Thursday, July 28, 2011

Almost There...

Nearing the end of the catch-up list. Looks like tomorrow I'll be all caught up. Remind me never to be a week between posts again.

'Lola and the Boy Next Door' by Stephanie Perkins is an absolutely charming YA romance about first love and true love and friends and family and fabulous clothing and finding yourself and figure skating. Okay. Figure skating is really only tangental, but it's there. Perkins is an author who is quite adept at putting to paper all the hurt and confusion and self-centeredness of being a teenager without making you want to kill yourself or her characters. Lola is both charming and kind of an asshole, as teenagers--or anyone--can be. She's easy to root for and easy to want to smack upside the head, sometimes at the same moment. By the end of the book, I was glad and more than a little relieved that she had finally started figuring shit out. And, oh, the "Boy Next Door"? His name is Cricket, which I pretty much can't forgive, but, other than that, he's completely awesome and it's a damned good thing Lola shaped up or she never would have deserved him.

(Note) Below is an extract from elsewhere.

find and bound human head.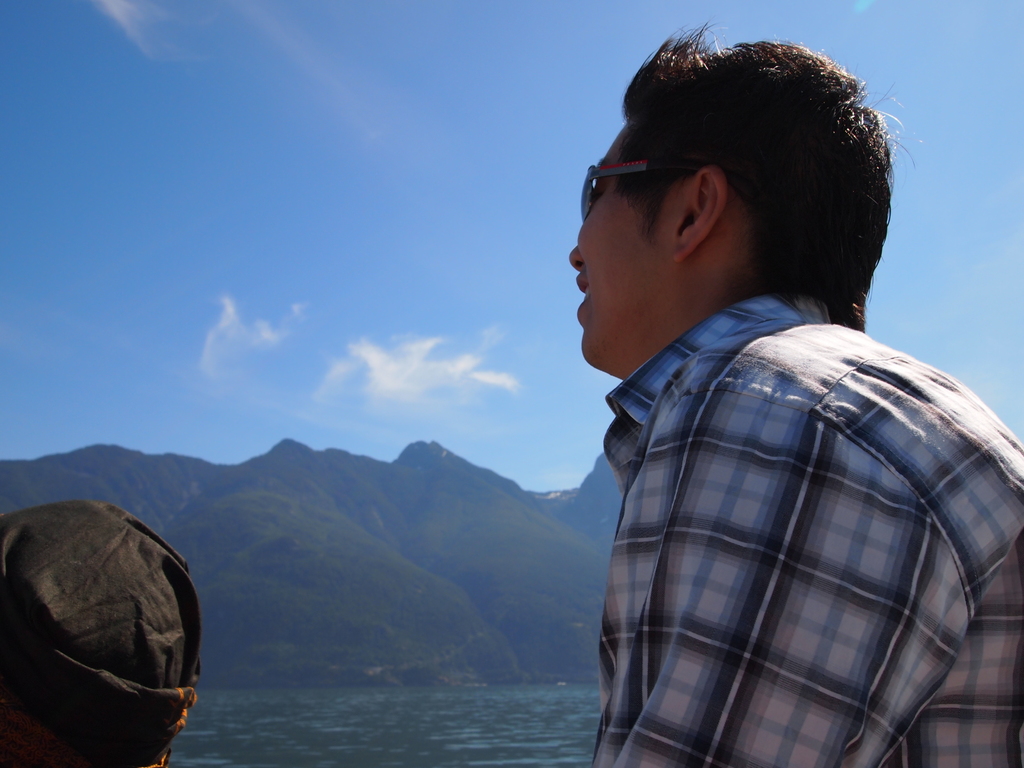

'The Stranger You Seek' by Amanda Kyle Williams is a solid, but unsurprising and fairly unexciting crime novel about an alcoholic former FBI profiler who gets brought in on a serial killer case. It wasn't bad, and I liked the character of Keye Street okay, but I'm not jonesing for the next in the series. I think the problem might be that I read too much crime fiction, so it takes something truly unique or somehow spectacular to get me excited. It's no fault of the authors', but lies entirely with me, the jaded reader.

Teri Hall's 'Away' is a sequel to 'The Line'. It's decent post-apocalyptic older-Middle-Reader fare, but I think I'm getting burned out on the post-apocalyptic thing. And on authors being coy with the causes of the apocalypsi and how the subsequent changes to society came about. It's always some vague technological or atmospherical or viral or eveolutionary "Event" (or some combination) , but it's always just "Shit happened and now the world is like this." Sometimes, an author can pull it off--usually by dropping enough clues through the narrative that an alert reader can piece together the series of events--but mostly it's just annoying. Or maybe I'm just reading too many post-apocalyptic stories written for younger readers. They can't all be 'The Hunger Games' or 'The Maze Runner' or 'Gone' and I should stop expecting them to be or just stop reading them altogether. But, I keep hoping that I'll find the next gem, rather than another series that's just okay.